The plates had been shoved aside, noted Ludin, the whores to the other end of the table and all now pissing themselves and falling silent at the sight of himself, the others still not having realized they had a visitor.
Huddled over what could only be a British five-pound note, and with St-Cyr still holding a twist of cloth, were four of the so-called purchasing agents-the ‘slackers’ the Fuhrer had tried to get rid of last February. Spread out were about thirty or so Congo cubes, a gram, their small size, shape, colours and dimpled surfaces indicative of that very origin.
‘A kilo …’ blurted Rheal Lachance.
‘How are we to get clearance for a sum like that and in those?’ demanded Emile Girandoux.
‘Ach, we can help, can’t we, Heinz?’ said Horst Lammers. ‘Essex shy; and SS-Rome will also want to come in and be glad of the opportunity.’
Himmler’s purchasing agencies! Merde, thought Girandoux, how could he have said such a thing? ‘Better to keep it to ourselves since that’s what she wants, isn’t it?’
‘It is,’ said Kohler.
‘But still, Emile, how are we to get clearance for that much and of those?’ asked Lachance.
‘Easy,’ quipped Kohler. ‘Everyone knows Reichsmarschall Goring is in the Fuhrer’s bad books. This foolish offer of sale is going to guarantee him a huge comeback. Once the Standartenfuhrer Kleiber hears of it, he’ll know that we can use that kilo not only to get that girl and everyone else who is with her, but the other diamonds she still must have and the black ones too.’
Good for Hermann who was now pulling out a chair for the Kriminalrat. ‘Three medium-size suitcases, messieurs,’ said St-Cyr. ‘Each to be packed with the notes tied in bundles of one hundred.’
‘You’ve met with that girl,’ said Ludin.
‘Correction,’ said Louis. ‘She met with me and quite unexpectedly. You see, Kriminalrat, I was in the Palmhouse,* at the Jardin d’Acclimatation which is, if you will allow me to explain, the children’s zoological and amusement park. The headquarters of Rudy de Merode is quite near to its entrance.’
‘And you just happened to be there, did you?’
Somehow the assistant gardener at the Jardin des Plantes with whom Anna-Marie had been photographed had had to be protected. ‘Not happened, Kriminalrat. I was following up a lead and in search of the source of the dried rosemary this Annette-Melanie Veroche had kindly been obtaining for the son of that one.’
Lebeznikov was heading for them and far from happy.

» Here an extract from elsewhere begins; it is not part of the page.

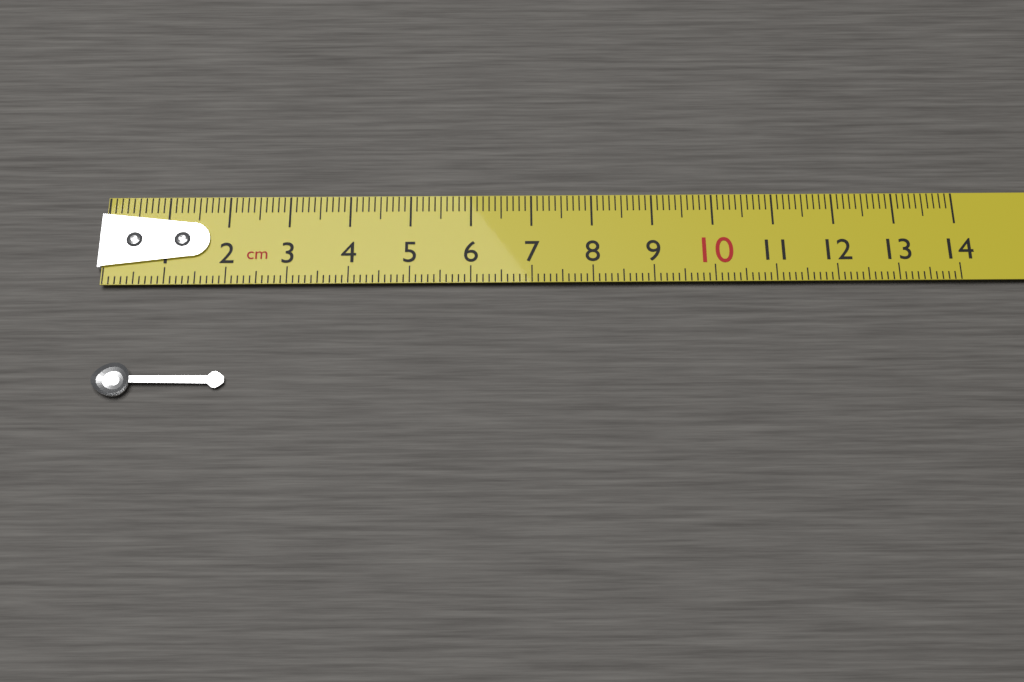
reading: 2.1 cm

‘Perhaps if our receptionist could find us a private room, Louis, it might be better than to broadcast the Sonderkommando’s business any further, since Parisians the city over seem to know enough of it already, thanks to this one and his colonel.’
‘No one is going anywhere,’ said Ludin. ‘We will wait here for the Standartenfuhrer and I will let him decide.’
Kleiber would, of course, insist on using that temporary office of his at 84 avenue Foch with plenty of SS backup and holding cells in the cellar.
Lighting yet another cigarette-Pall Malls this time-Ludin laid the pistol temptingly on the table in front of himself and said to Louis, ‘How could that girl whose photo is everywhere have met you in such a place or any other?’